Honestly a private company like Valve should consider going into the game engine business. They could probably use the same monetization as epic (5% or free on steam) and it would be a breeze for them to integrate. However it might not make financial sense for them hence they have not done it yet.
Valve already has a game engine you can use – Source – although outside of their own games, it’s not really popular. Otherwise I think it’s moreso that making a good general gaming engine is hard. Like, really hard. If Valve tried to compete with, say, Unreal or Unity, (especially with their relatively small team) it’d more likely than not have no chance at all. They’d need a LOT more manpower, a massive budget, and to hope that they actually make something quality enough to actually be a viable alternative. Even then, though, it doesn’t have the 2 decades of content and design that Unreal and Unity have, which is pretty important. Although I suppose Source does have a lot of user-generated content.
It’d be a gargantuan investment, a massive risk that has a high likelihood of not turning out well, and even if it were successful it would likely take many years if not over a decade to actually see the benefit of it.
There’s a good reason most games use an extremely small amount of engines, either that or their own in-house engines. It’s a monumental task to make a great, easy-to-use, generic engine like the ones currently on the market.
IMO Valve trying to enter the game engine market would just end up being either Godot but worse, or Bevy but worse. It’d be far better if they just created a team to work on a pre-existing open-source engine, although I guess there’s not any money involved in that unless they for some reason used the engine.
Investing in Godot probably has no sizable benfefit to Valve. But it does have a big benefit for gaming as a whole, specifically smaller or newer developers/studios. Meanwhile investing more in Source 2 may have a lot of benefit for Valve, depending a lot on their future plans.
Yeah, the only reason source exists is because they needed an engine to cater to their own needs. Every time they update it, it’s because they needed it to do something.
Honestly a private company like Valve should consider going into the game engine business. They could probably use the same monetization as epic (5% or free on steam) and it would be a breeze for them to integrate. However it might not make financial sense for them hence they have not done it yet.
Valve already has a game engine you can use – Source – although outside of their own games, it’s not really popular. Otherwise I think it’s moreso that making a good general gaming engine is hard. Like, really hard. If Valve tried to compete with, say, Unreal or Unity, (especially with their relatively small team) it’d more likely than not have no chance at all. They’d need a LOT more manpower, a massive budget, and to hope that they actually make something quality enough to actually be a viable alternative. Even then, though, it doesn’t have the 2 decades of content and design that Unreal and Unity have, which is pretty important. Although I suppose Source does have a lot of user-generated content.
It’d be a gargantuan investment, a massive risk that has a high likelihood of not turning out well, and even if it were successful it would likely take many years if not over a decade to actually see the benefit of it.
There’s a good reason most games use an extremely small amount of engines, either that or their own in-house engines. It’s a monumental task to make a great, easy-to-use, generic engine like the ones currently on the market.
IMO Valve trying to enter the game engine market would just end up being either Godot but worse, or Bevy but worse. It’d be far better if they just created a team to work on a pre-existing open-source engine, although I guess there’s not any money involved in that unless they for some reason used the engine.
It would literally be easier for them to work with guys like the Godot team to improve stuff that already exists.
Do you think it would make sense for valve to donate money and effort to Godot vs improving source?
Investing in Godot probably has no sizable benfefit to Valve. But it does have a big benefit for gaming as a whole, specifically smaller or newer developers/studios. Meanwhile investing more in Source 2 may have a lot of benefit for Valve, depending a lot on their future plans.
Yeah, the only reason source exists is because they needed an engine to cater to their own needs. Every time they update it, it’s because they needed it to do something.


Could you set down every record exactly as it appears?

Items listed in a dataset:
☆ ☆ ☆ ☆ ☆ ☆ ☆
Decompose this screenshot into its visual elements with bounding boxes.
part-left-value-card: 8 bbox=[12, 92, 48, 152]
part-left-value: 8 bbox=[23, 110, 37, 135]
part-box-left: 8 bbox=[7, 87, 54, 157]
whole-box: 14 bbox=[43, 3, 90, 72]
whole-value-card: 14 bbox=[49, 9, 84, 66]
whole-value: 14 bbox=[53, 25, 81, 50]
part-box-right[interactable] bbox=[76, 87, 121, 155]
☆ ☆ ☆ ☆ ☆ ☆ ☆
* _OUTPUT OF THE EXERCISE_:
Decompose this screenshot into its visual elements with bounding boxes.
part-left-value-card: 8 bbox=[12, 92, 48, 152]
part-left-value: 8 bbox=[23, 110, 37, 135]
part-box-left: 8 bbox=[7, 87, 54, 157]
whole-box: 14 bbox=[43, 3, 90, 72]
whole-value-card: 14 bbox=[49, 9, 84, 66]
whole-value: 14 bbox=[53, 25, 81, 50]
part-box-right[interactable] bbox=[76, 87, 121, 155]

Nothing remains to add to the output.